Steve Bell - Research

Steve Bell is a political cartoonist, with his most well known strip 'If...' appearing in the Guardian since 1981. I've been looking into his work because my work was compared to his during my Olio Pitch. The first piece of his that I looked at is 'The Promise of the Past', published in the Guardian on March 25th, 2009:

This is a reference to this old propaganda poster, which implied that men who didn't fight in the war would be fraught with shame years later when they have to explain themselves to their children:


By depicting the father in a military outfit, he turns the original poster's message on its head into an anti-war message, implying that the men who did fight in Ghaza would be ashamed of themselves in the future. There is also another subtle change between the two, changing the toys that the boy is playing with. In the original they seem to be regular soldiers, but in Bell's version the soldiers are shooting a cannon at an ambulance.

Here is a cartoon that was published in the Guardian on the eleventh of January 2007, 'George Bush's television address on Iraq'


The background of this is a painting by Pieter Bruegel the elder, called ' The Triumph of Death':


'The Triumph of Death' depicts a horde of skeletons destroying everything and killing everyone in sight, from the lowly commoners to the king himself. By using it as the background of a piece about George Bush's address on Iraq, it speaks more about the bloodshed than any caricature of Bush could.

Bell uses watercolours to a great effect, often having only a day or two to produce his paintings. And while I can see some similarities between mine and his work, what I'd like to emulate the most is how quickly he can produce his work, and how he still keeps the same amount of quality to it all.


*BRIEF*
Lines with the word "Image" are the ones wanted. Copy each of them from the entries below.

*RECORDS PROVIDED*
◇ ◇ ◇ ◇ ◇ ◇ ◇
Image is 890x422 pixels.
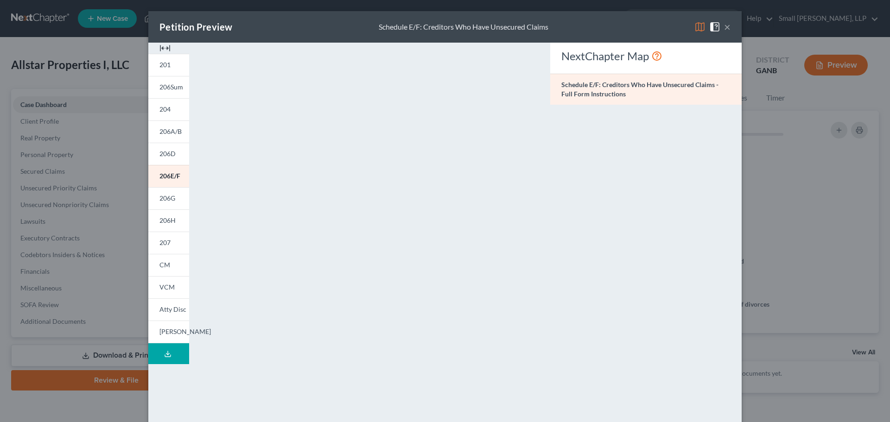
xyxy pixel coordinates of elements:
◇ ◇ ◇ ◇ ◇ ◇ ◇
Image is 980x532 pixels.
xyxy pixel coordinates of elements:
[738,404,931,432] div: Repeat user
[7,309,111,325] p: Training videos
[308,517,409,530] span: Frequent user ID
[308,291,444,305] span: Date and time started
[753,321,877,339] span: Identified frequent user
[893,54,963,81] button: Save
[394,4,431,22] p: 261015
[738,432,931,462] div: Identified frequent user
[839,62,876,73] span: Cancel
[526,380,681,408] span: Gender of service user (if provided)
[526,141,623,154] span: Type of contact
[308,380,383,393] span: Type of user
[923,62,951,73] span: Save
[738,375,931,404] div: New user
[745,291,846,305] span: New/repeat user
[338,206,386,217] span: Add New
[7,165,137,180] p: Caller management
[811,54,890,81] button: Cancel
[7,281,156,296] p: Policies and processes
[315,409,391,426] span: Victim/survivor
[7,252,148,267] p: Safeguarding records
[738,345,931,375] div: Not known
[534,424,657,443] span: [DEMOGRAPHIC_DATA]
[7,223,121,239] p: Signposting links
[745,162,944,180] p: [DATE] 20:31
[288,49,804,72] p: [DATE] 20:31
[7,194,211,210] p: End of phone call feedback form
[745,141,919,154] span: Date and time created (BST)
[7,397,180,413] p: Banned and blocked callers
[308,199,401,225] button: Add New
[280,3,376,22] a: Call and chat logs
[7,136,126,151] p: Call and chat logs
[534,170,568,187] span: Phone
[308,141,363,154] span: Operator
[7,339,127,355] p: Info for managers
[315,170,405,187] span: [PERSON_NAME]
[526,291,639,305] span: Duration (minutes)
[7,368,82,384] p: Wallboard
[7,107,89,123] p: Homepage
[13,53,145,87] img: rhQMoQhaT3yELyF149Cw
◇ ◇ ◇ ◇ ◇ ◇ ◇
*PROBLEM SOLUTION*
Image is 890x422 pixels.
Image is 980x532 pixels.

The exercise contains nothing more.